If you wondered why the Orioles would trade their 2006 Brooks Robinson Award winner (minor leaguer of the year) Cory Keylor for 37-year-old backup catcher Alberto Castillo, your question was answered this week.
Starting receiver Ramon Hernandez strained his left oblique in last week’s exhibition game in Norfolk and is listed as day-to-day. With Hernandez’s status in doubt, the Orioles quickly recalled Castillo from the minors to back up backup catcher Paul Bako, who is the starter until further notice. Neither Bako (career .236 hitter) nor Castillo (.222) hit much, but both have had long pro careers based upon the ability to catch and throw.
So, what’s a left oblique? If you’d asked me that question as recently as 10 years ago, I would have been oblivious. Obviously, it’s a ribcage (abdominal) muscle pull, but that description is now obsolete. Not to obsess about it, but if you’ve been observant at all, with nothing obstructing your quest to obtain even the most obscure of previously obfuscated facts, knowing what an oblique is becomes obligatory.
Somehow, I doubt that Gus Triandos ever strained his oblique, left or right.
The Keylor-for-Castillo transaction tells us a couple of things: First of all, the ballclub doesn’t see Eli Whiteside as having much of a big-league future. The Delta State product turns 28 this year and has only nine big-league games on his résumé, all in 2005. He can likely play another five-plus years in the minors if that’s his choice since, as we’ve seen with Castillo, there always seems to be a job for a catcher in someone’s organization.
As for Keylor, like Whiteside, he turns 28 later this year and has likely reached the point in his career where he’s trying to decide what to do with the rest of his life. The Ohio University product had a good year at Bowie in 2006, batting .294 with 10 home runs and 68 RBI. However, he’s not a base stealer and doesn’t hit left-handed pitching very well. He’s had a string of injuries in the minors, and at his age, has simply passed the prospect stage. Frankly, the minor leagues are full of singles-hitting outfielders who can’t run and may never get that elusive cup of coffee in the major leagues.
It’s going to take another few years for the Orioles’ farm system to resume cranking out the big-league products they used to do routinely. Baltimore had three players on Baseball America’sTop 100 Prospects list: Infielder Billy Rowell (No. 47), and right-handed pitchers Brandon Erbe (No. 78) and Pedro Beato (No. 99), and all three are projected to be ready for Camden Yards by 2009. Assuming Erik Bedard, Adam Loewen, Daniel Cabrera and Hayden Penn all improve with age, the pitching outlook heading into the next decade ? barring any disastrous transactions ? starts to resemble those staffs of 30-40 years ago.
I’d love to be able to fill some additional inches of column space today, but you might think I was being obtuse.
Phil Wood has covered sports in the Washington-Baltimore market for more than 30 years. You can reach him at [email protected].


**Task requirements:**
Your answer should be the entries below, reproduced character for character.

**Text-to-region grounding data:**
————

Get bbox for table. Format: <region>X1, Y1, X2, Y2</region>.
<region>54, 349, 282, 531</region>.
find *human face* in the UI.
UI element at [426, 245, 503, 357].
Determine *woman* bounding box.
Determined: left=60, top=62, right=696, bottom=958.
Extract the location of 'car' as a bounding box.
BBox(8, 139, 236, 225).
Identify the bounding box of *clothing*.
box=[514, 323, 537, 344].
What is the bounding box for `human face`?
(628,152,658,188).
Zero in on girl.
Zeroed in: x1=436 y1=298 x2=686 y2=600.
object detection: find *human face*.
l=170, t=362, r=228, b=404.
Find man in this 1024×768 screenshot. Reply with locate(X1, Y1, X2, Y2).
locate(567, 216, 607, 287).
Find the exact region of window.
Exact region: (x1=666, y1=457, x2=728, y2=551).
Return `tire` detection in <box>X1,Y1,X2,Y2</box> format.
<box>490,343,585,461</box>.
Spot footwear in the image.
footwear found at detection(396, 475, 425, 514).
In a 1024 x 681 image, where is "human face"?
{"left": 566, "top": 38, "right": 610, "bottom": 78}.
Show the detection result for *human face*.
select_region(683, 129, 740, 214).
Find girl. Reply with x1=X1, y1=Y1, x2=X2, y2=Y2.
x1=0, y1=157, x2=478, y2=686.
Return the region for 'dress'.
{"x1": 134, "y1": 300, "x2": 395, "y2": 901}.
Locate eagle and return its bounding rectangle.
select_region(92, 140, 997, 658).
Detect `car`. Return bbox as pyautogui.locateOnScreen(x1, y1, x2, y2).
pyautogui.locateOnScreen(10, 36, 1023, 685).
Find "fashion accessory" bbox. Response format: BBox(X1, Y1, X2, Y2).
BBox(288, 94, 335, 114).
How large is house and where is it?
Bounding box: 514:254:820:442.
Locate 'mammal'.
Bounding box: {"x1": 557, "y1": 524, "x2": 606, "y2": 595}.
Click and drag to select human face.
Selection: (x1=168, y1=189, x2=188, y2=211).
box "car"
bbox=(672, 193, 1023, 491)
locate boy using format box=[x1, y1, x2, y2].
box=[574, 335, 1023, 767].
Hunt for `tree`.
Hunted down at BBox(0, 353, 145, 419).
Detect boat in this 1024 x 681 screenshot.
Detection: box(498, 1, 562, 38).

————

**Answer to this exercise:**
Get bbox for table. Format: <region>X1, Y1, X2, Y2</region>.
<region>54, 349, 282, 531</region>.
find *human face* in the UI.
UI element at [426, 245, 503, 357].
Determine *woman* bounding box.
Determined: left=60, top=62, right=696, bottom=958.
Extract the location of 'car' as a bounding box.
BBox(8, 139, 236, 225).
Identify the bounding box of *clothing*.
box=[514, 323, 537, 344].
What is the bounding box for `human face`?
(628,152,658,188).
Zero in on girl.
Zeroed in: x1=436 y1=298 x2=686 y2=600.
object detection: find *human face*.
l=170, t=362, r=228, b=404.
Find man in this 1024×768 screenshot. Reply with locate(X1, Y1, X2, Y2).
locate(567, 216, 607, 287).
Find the exact region of window.
Exact region: (x1=666, y1=457, x2=728, y2=551).
Return `tire` detection in <box>X1,Y1,X2,Y2</box> format.
<box>490,343,585,461</box>.
Spot footwear in the image.
footwear found at detection(396, 475, 425, 514).
In a 1024 x 681 image, where is "human face"?
{"left": 566, "top": 38, "right": 610, "bottom": 78}.
Show the detection result for *human face*.
select_region(683, 129, 740, 214).
Find girl. Reply with x1=X1, y1=Y1, x2=X2, y2=Y2.
x1=0, y1=157, x2=478, y2=686.
Return the region for 'dress'.
{"x1": 134, "y1": 300, "x2": 395, "y2": 901}.
Locate eagle and return its bounding rectangle.
select_region(92, 140, 997, 658).
Detect `car`. Return bbox as pyautogui.locateOnScreen(x1, y1, x2, y2).
pyautogui.locateOnScreen(10, 36, 1023, 685).
Find "fashion accessory" bbox. Response format: BBox(X1, Y1, X2, Y2).
BBox(288, 94, 335, 114).
How large is house and where is it?
Bounding box: 514:254:820:442.
Locate 'mammal'.
Bounding box: {"x1": 557, "y1": 524, "x2": 606, "y2": 595}.
Click and drag to select human face.
Selection: (x1=168, y1=189, x2=188, y2=211).
box "car"
bbox=(672, 193, 1023, 491)
locate boy using format box=[x1, y1, x2, y2].
box=[574, 335, 1023, 767].
Hunt for `tree`.
Hunted down at BBox(0, 353, 145, 419).
Detect boat in this 1024 x 681 screenshot.
Detection: box(498, 1, 562, 38).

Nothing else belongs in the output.